Meltdown risks mental health disaster

Oct 28 2008 by Nic Paton Print This Article

Fears over job security, paying the bills or even just whether your house is going to be foreclosed are fuelling an epidemic of stress, anxiety and sleepless nights among workers on both sides of the Atlantic – and it is managers who are having to pick up the pieces.

Increased stress, anxiety and tension inside as well as outside the workplace is posing a severe challenge for managers around how best to manage people who, often through no fault of their own, may not be 100 per cent focused on the job in hand.

Nine out of 10 American workers are losing sleep over financial worries, according to a poll by Chicago-based health and wellbeing company ComPsych Corporation.

Nearly a third of those surveyed said they were worried about the cost of living, while 29 per cent said their anxiety over their credit card debt was keeping them awake at night.

For 14 per cent it was whether they would be able to meet their mortgage payment that often preoccupied them in the depths of the night.

It's a similar story across the Atlantic in the UK, where a poll by health insurer Bupa has found that a third of British workers are deeply concerned for their jobs, with two out of five saying levels of stress at work have increased since the financial crisis began.

Almost a quarter say they are now working longer hours in an effort to ward off the risk of losing their job.

At the same time, the UK charity Rethink has warned that rising levels of repossessions or foreclosures could lead to a "mental health disaster".

Health insurers HSA and AXA PPP have both picked up clear evidence of workers being more likely to struggle into work even when they are genuinely ill because they don't want to pick up a black mark from their employer.

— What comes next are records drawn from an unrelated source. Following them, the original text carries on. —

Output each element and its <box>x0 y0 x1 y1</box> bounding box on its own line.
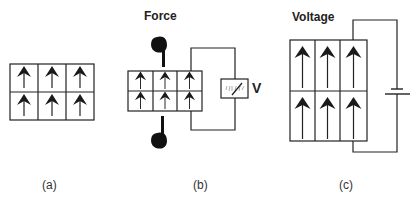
panel-c-caption: (c) <box>339 178 353 192</box>
panel-c-title: Voltage <box>292 10 334 24</box>
voltmeter-icon <box>221 79 248 98</box>
panel-a-caption: (a) <box>42 178 57 192</box>
panel-b-caption: (b) <box>193 178 208 192</box>
pointing-hand-down-icon <box>151 37 167 68</box>
voltmeter-label: V <box>252 80 261 96</box>
panel-b-circuit <box>128 37 248 149</box>
panel-b-title: Force <box>144 9 177 23</box>
battery-icon <box>385 89 410 94</box>
panel-c-circuit <box>290 20 410 152</box>
panel-a-grid <box>10 64 94 120</box>
pointing-hand-up-icon <box>151 116 167 149</box>
piezoelectric-diagram <box>0 0 417 204</box>
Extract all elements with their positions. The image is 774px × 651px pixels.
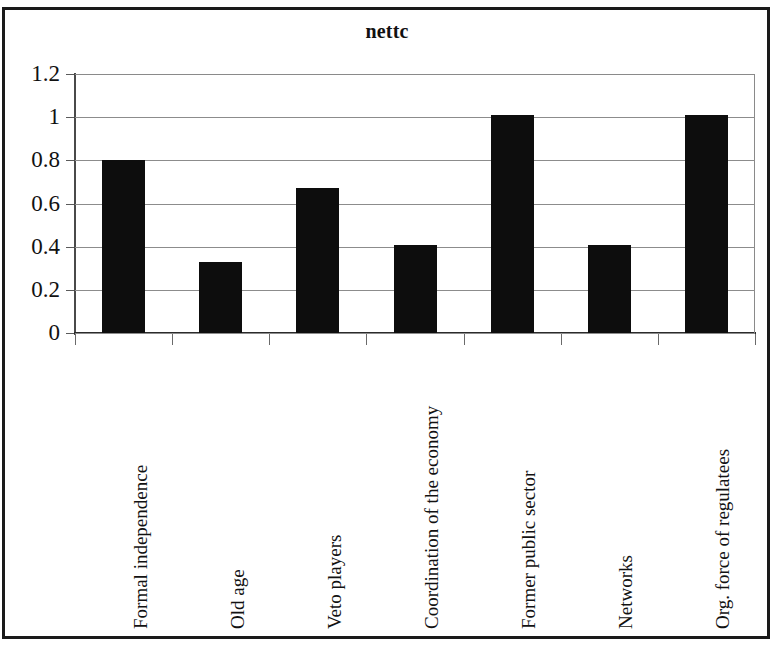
x-tick-mark — [269, 334, 270, 345]
plot-area — [75, 74, 755, 333]
x-tick-mark — [75, 334, 76, 345]
y-tick-label: 1.2 — [0, 62, 60, 85]
chart-title: nettc — [0, 20, 774, 43]
y-tick-label: 0 — [0, 321, 60, 344]
bar — [588, 245, 631, 333]
y-tick-label: 0.2 — [0, 278, 60, 301]
x-tick-mark — [658, 334, 659, 345]
y-tick-label: 0.6 — [0, 192, 60, 215]
bar — [199, 262, 242, 333]
x-axis-label: Org. force of regulatees — [713, 449, 732, 629]
bar — [685, 115, 728, 333]
x-tick-mark — [755, 334, 756, 345]
bar — [296, 188, 339, 333]
x-axis-label: Veto players — [325, 535, 344, 629]
x-tick-mark — [561, 334, 562, 345]
gridline — [75, 204, 755, 205]
gridline — [75, 74, 755, 75]
x-axis-label: Former public sector — [519, 471, 538, 629]
y-tick-label: 0.8 — [0, 148, 60, 171]
x-axis-label: Networks — [616, 555, 635, 629]
y-tick-label: 1 — [0, 105, 60, 128]
x-axis-label: Formal independence — [131, 465, 150, 629]
y-tick-label: 0.4 — [0, 235, 60, 258]
bar — [102, 160, 145, 333]
gridline — [75, 117, 755, 118]
bar — [394, 245, 437, 333]
x-tick-mark — [366, 334, 367, 345]
x-axis-label: Coordination of the economy — [422, 406, 441, 629]
bar — [491, 115, 534, 333]
x-tick-mark — [172, 334, 173, 345]
x-axis-label: Old age — [228, 569, 247, 629]
gridline — [75, 333, 755, 334]
gridline — [75, 160, 755, 161]
x-tick-mark — [464, 334, 465, 345]
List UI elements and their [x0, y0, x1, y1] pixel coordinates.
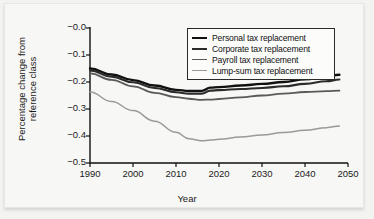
x-tick-label: 2000	[113, 168, 153, 179]
legend-line-swatch	[192, 70, 207, 71]
y-tick-label: −0.0	[52, 21, 86, 32]
y-axis-title-line2: reference class	[27, 29, 38, 149]
legend-item-label: Corporate tax replacement	[212, 44, 310, 54]
legend-line-swatch	[192, 48, 207, 50]
y-axis-title: Percentage change from reference class	[16, 29, 38, 149]
legend-item: Personal tax replacement	[192, 32, 330, 43]
legend-item-label: Payroll tax replacement	[212, 55, 298, 65]
legend-item: Lump-sum tax replacement	[192, 65, 330, 76]
x-axis-title: Year	[0, 193, 374, 204]
y-axis-title-line1: Percentage change from	[16, 29, 27, 149]
x-tick-label: 2040	[285, 168, 325, 179]
legend-item-label: Lump-sum tax replacement	[212, 66, 313, 76]
legend-item-label: Personal tax replacement	[212, 33, 306, 43]
y-tick-label: −0.4	[52, 129, 86, 140]
x-tick-labels: 1990200020102020203020402050	[0, 168, 374, 184]
x-tick-label: 1990	[70, 168, 110, 179]
x-tick-label: 2010	[156, 168, 196, 179]
x-tick-label: 2030	[242, 168, 282, 179]
y-tick-labels: −0.0−0.1−0.2−0.3−0.4−0.5	[52, 0, 86, 219]
y-tick-label: −0.3	[52, 102, 86, 113]
legend-line-swatch	[192, 59, 207, 60]
y-tick-label: −0.1	[52, 48, 86, 59]
chart-legend: Personal tax replacementCorporate tax re…	[187, 28, 335, 80]
y-tick-label: −0.5	[52, 156, 86, 167]
figure-container: Percentage change from reference class −…	[0, 0, 374, 219]
legend-item: Corporate tax replacement	[192, 43, 330, 54]
x-tick-label: 2050	[328, 168, 368, 179]
legend-line-swatch	[192, 37, 207, 39]
y-tick-label: −0.2	[52, 75, 86, 86]
x-tick-label: 2020	[199, 168, 239, 179]
legend-item: Payroll tax replacement	[192, 54, 330, 65]
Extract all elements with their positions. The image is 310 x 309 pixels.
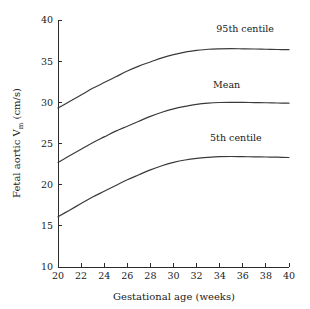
y-axis-ticks	[58, 20, 62, 267]
y-tick-label: 20	[41, 179, 53, 190]
y-tick-label: 40	[41, 14, 53, 25]
y-axis-title: Fetal aortic Vm (cm/s)	[11, 88, 25, 198]
x-axis-title: Gestational age (weeks)	[113, 291, 235, 302]
x-tick-label: 30	[167, 270, 179, 281]
curve-label-5th-centile: 5th centile	[210, 132, 262, 143]
x-axis-ticks	[58, 263, 289, 267]
curve-label-95th-centile: 95th centile	[216, 23, 274, 34]
y-tick-label: 35	[41, 56, 53, 67]
x-tick-label: 22	[75, 270, 87, 281]
fetal-aortic-velocity-chart: 10152025303540 2022242628303234363840 95…	[0, 0, 310, 309]
x-axis-tick-labels: 2022242628303234363840	[52, 270, 295, 281]
curve-annotations: 95th centileMean5th centile	[210, 23, 274, 143]
x-tick-label: 40	[283, 270, 295, 281]
x-tick-label: 36	[237, 270, 249, 281]
x-tick-label: 32	[191, 270, 203, 281]
x-tick-label: 24	[98, 270, 110, 281]
x-tick-label: 26	[121, 270, 133, 281]
axes	[58, 20, 289, 267]
y-axis-title-unit: (cm/s)	[11, 88, 22, 123]
y-tick-label: 25	[41, 138, 53, 149]
y-axis-tick-labels: 10152025303540	[41, 14, 53, 272]
x-tick-label: 20	[52, 270, 64, 281]
curve-5th-centile	[58, 157, 289, 217]
x-tick-label: 34	[214, 270, 226, 281]
curve-95th-centile	[58, 49, 289, 108]
x-tick-label: 28	[144, 270, 156, 281]
y-tick-label: 30	[41, 97, 53, 108]
y-tick-label: 15	[41, 220, 53, 231]
curve-label-mean: Mean	[213, 79, 240, 90]
x-tick-label: 38	[260, 270, 272, 281]
chart-figure: 10152025303540 2022242628303234363840 95…	[0, 0, 310, 309]
y-axis-title-main: Fetal aortic V	[11, 129, 22, 198]
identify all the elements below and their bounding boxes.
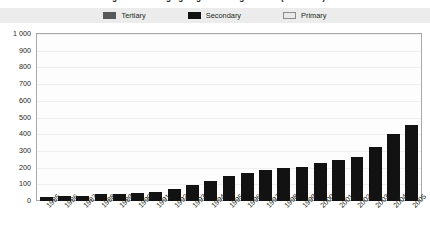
- y-axis-tick-label: 300: [19, 146, 31, 153]
- x-axis-slot: 2000: [311, 202, 329, 246]
- x-axis-slot: 1996: [238, 202, 256, 246]
- bar-slot: [403, 34, 421, 201]
- bar-slot: [238, 34, 256, 201]
- bar-slot: [183, 34, 201, 201]
- x-axis-slot: 1993: [183, 202, 201, 246]
- x-axis-slot: 2004: [384, 202, 402, 246]
- bar-slot: [110, 34, 128, 201]
- y-axis-tick-label: 700: [19, 80, 31, 87]
- legend-item-label: Primary: [301, 12, 326, 19]
- bar[interactable]: [351, 157, 364, 201]
- y-axis-tick-label: 500: [19, 113, 31, 120]
- y-axis: 1 0009008007006005004003002001000: [0, 33, 36, 201]
- bar-slot: [366, 34, 384, 201]
- x-axis-slot: 2002: [348, 202, 366, 246]
- bar-series-secondary: [37, 34, 421, 201]
- x-axis-slot: 2001: [330, 202, 348, 246]
- bar-slot: [92, 34, 110, 201]
- bar-slot: [202, 34, 220, 201]
- chart-root: Figure 1.1 Changing origins of UK gradua…: [0, 0, 430, 246]
- y-axis-tick-label: 100: [19, 180, 31, 187]
- y-axis-tick-label: 400: [19, 130, 31, 137]
- bar-slot: [330, 34, 348, 201]
- bar[interactable]: [405, 125, 418, 201]
- bar-slot: [311, 34, 329, 201]
- chart-title: Figure 1.1 Changing origins of UK gradua…: [0, 0, 430, 3]
- x-axis-slot: 2005: [403, 202, 421, 246]
- legend-swatch-primary: [283, 12, 296, 19]
- chart-legend: TertiarySecondaryPrimary: [0, 8, 430, 23]
- bar-slot: [275, 34, 293, 201]
- y-axis-tick-label: 800: [19, 63, 31, 70]
- bar-slot: [256, 34, 274, 201]
- legend-item-tertiary[interactable]: Tertiary: [103, 12, 145, 19]
- y-axis-tick-label: 200: [19, 163, 31, 170]
- x-axis-slot: 1987: [74, 202, 92, 246]
- x-axis-slot: 1989: [110, 202, 128, 246]
- legend-item-label: Secondary: [206, 12, 241, 19]
- y-axis-tick-label: 900: [19, 46, 31, 53]
- legend-swatch-secondary: [188, 12, 201, 19]
- x-axis-slot: 1998: [275, 202, 293, 246]
- x-axis-slot: 1992: [165, 202, 183, 246]
- bar-slot: [147, 34, 165, 201]
- bar-slot: [128, 34, 146, 201]
- x-axis-slot: 1999: [293, 202, 311, 246]
- bar-slot: [293, 34, 311, 201]
- legend-item-primary[interactable]: Primary: [283, 12, 326, 19]
- x-axis-slot: 1985: [37, 202, 55, 246]
- x-axis: 1985198619871988198919901991199219931994…: [37, 202, 421, 246]
- x-axis-slot: 1997: [256, 202, 274, 246]
- y-axis-tick-label: 1 000: [13, 30, 31, 37]
- x-axis-slot: 1990: [128, 202, 146, 246]
- bar-slot: [74, 34, 92, 201]
- legend-item-label: Tertiary: [121, 12, 145, 19]
- bar-slot: [220, 34, 238, 201]
- legend-item-secondary[interactable]: Secondary: [188, 12, 241, 19]
- bar[interactable]: [369, 147, 382, 201]
- bar-slot: [37, 34, 55, 201]
- x-axis-slot: 1991: [147, 202, 165, 246]
- x-axis-slot: 1994: [202, 202, 220, 246]
- x-axis-slot: 1986: [55, 202, 73, 246]
- x-axis-slot: 2003: [366, 202, 384, 246]
- x-axis-slot: 1995: [220, 202, 238, 246]
- legend-swatch-tertiary: [103, 12, 116, 19]
- bar[interactable]: [387, 134, 400, 201]
- bar[interactable]: [332, 160, 345, 201]
- y-axis-tick-label: 600: [19, 96, 31, 103]
- x-axis-slot: 1988: [92, 202, 110, 246]
- bar-slot: [55, 34, 73, 201]
- bar-slot: [384, 34, 402, 201]
- bar-slot: [348, 34, 366, 201]
- y-axis-tick-label: 0: [27, 197, 31, 204]
- bar-slot: [165, 34, 183, 201]
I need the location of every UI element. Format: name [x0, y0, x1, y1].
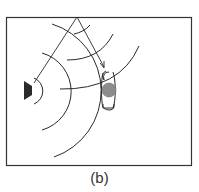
speaker-icon	[24, 81, 32, 100]
acoustic-reflection-diagram	[0, 0, 199, 192]
room-frame	[7, 18, 192, 166]
ear-top-icon	[102, 71, 109, 80]
reflected-wavefront-3	[60, 46, 139, 89]
wavefront-1	[34, 78, 43, 104]
reflected-wavefront-2	[67, 34, 113, 60]
rays	[34, 17, 104, 83]
direct-ray	[34, 17, 77, 83]
arrowhead-icon	[100, 61, 104, 68]
reflected-wavefronts	[60, 25, 139, 89]
head-icon	[102, 83, 116, 97]
ear-bottom-icon	[103, 104, 114, 110]
figure-caption: (b)	[0, 168, 199, 188]
listener	[102, 71, 117, 110]
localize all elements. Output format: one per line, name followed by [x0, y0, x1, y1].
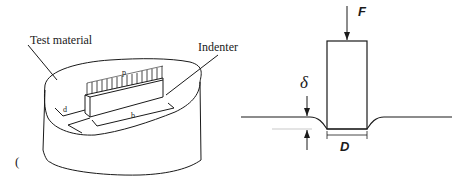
diameter-label: D — [340, 139, 350, 154]
material-right-side — [200, 82, 201, 160]
test-material-label: Test material — [30, 33, 93, 47]
punch — [327, 41, 367, 129]
material-bottom — [50, 160, 201, 175]
indentation-diagram: Test material Indenter p d b ( F δ D — [0, 0, 468, 187]
depth-arrowhead-bottom — [304, 130, 310, 138]
stray-mark: ( — [15, 154, 19, 169]
indenter-leader — [166, 55, 218, 95]
force-arrowhead — [344, 32, 350, 40]
surface-profile — [241, 117, 452, 129]
pressure-label: p — [122, 68, 126, 77]
diameter-dimension — [327, 131, 367, 139]
material-leader — [28, 45, 57, 80]
indenter-label: Indenter — [198, 40, 238, 54]
length-label: b — [131, 111, 135, 120]
width-label: d — [63, 105, 67, 114]
left-figure — [28, 45, 218, 175]
depth-arrowhead-top — [304, 108, 310, 116]
depth-label: δ — [300, 73, 309, 92]
force-label: F — [358, 4, 367, 19]
right-figure — [241, 6, 452, 150]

In fact, HSA's Healthy Working report even found evidence of managers putting pressure on employees to continue working while off sick – often by taking calls or answering emails – and to return to work before they are fully well.

AXA PPP found that, in the past six months alone, two thirds of working people admitted to having gone to work when they would have been well within their rights to stay at home.

And over the summer research by UK budget hotel chain Travelodge found that many more people were admitting to sleepless nights and nightmares, with financial, job and housing worries among the most common reasons for tossing and turning in bed.

More managers and employers were turning to employee assistance programmes, or EAPs, that could provide support and counselling for anxious workers on a range of issues, including financial, said Richard A Chaifetz, chairman and chief executive of ComPsych.

The company had been seeing sharply increased volumes of calls as the financial crisis started to bite, he added.

"Companies are realising the impact of financial uncertainties upon their workers, and are proactively promoting support services such as EAPs with financial and legal guidance to help employees cope," he suggested.

Rebecca Small, assistant medical director for Bupa UK Health Insurance, argued that, even if the stress or anxiety was not workplace-related, the onus was on employers to offer help and support to workers, particularly if they wanted to get them back to full productivity more quickly.

"We know that companies are keen to step up their preventative health agenda and understand that having a healthy, productive workforce is essential to business performance - particularly during hard economic times," she said.

It was also important that managers were given training on how to spot common signs of employee stress early on, such as uncharacteristic short temperedness or an inability to concentrate and plan work, she argued.

Dudley Lusted of AXA PPP added: "Smart employers will make sure their managers are properly trained and supported to manage attendance positively and, when people are off work sick, concentrate on managing those employees whose attendance should give genuine cause for concern, whether it's frequent absence takers (often referred to as skivers) – for whom there will probably be conduct issues – or people with medical conditions that put them at risk of being off long-term sick."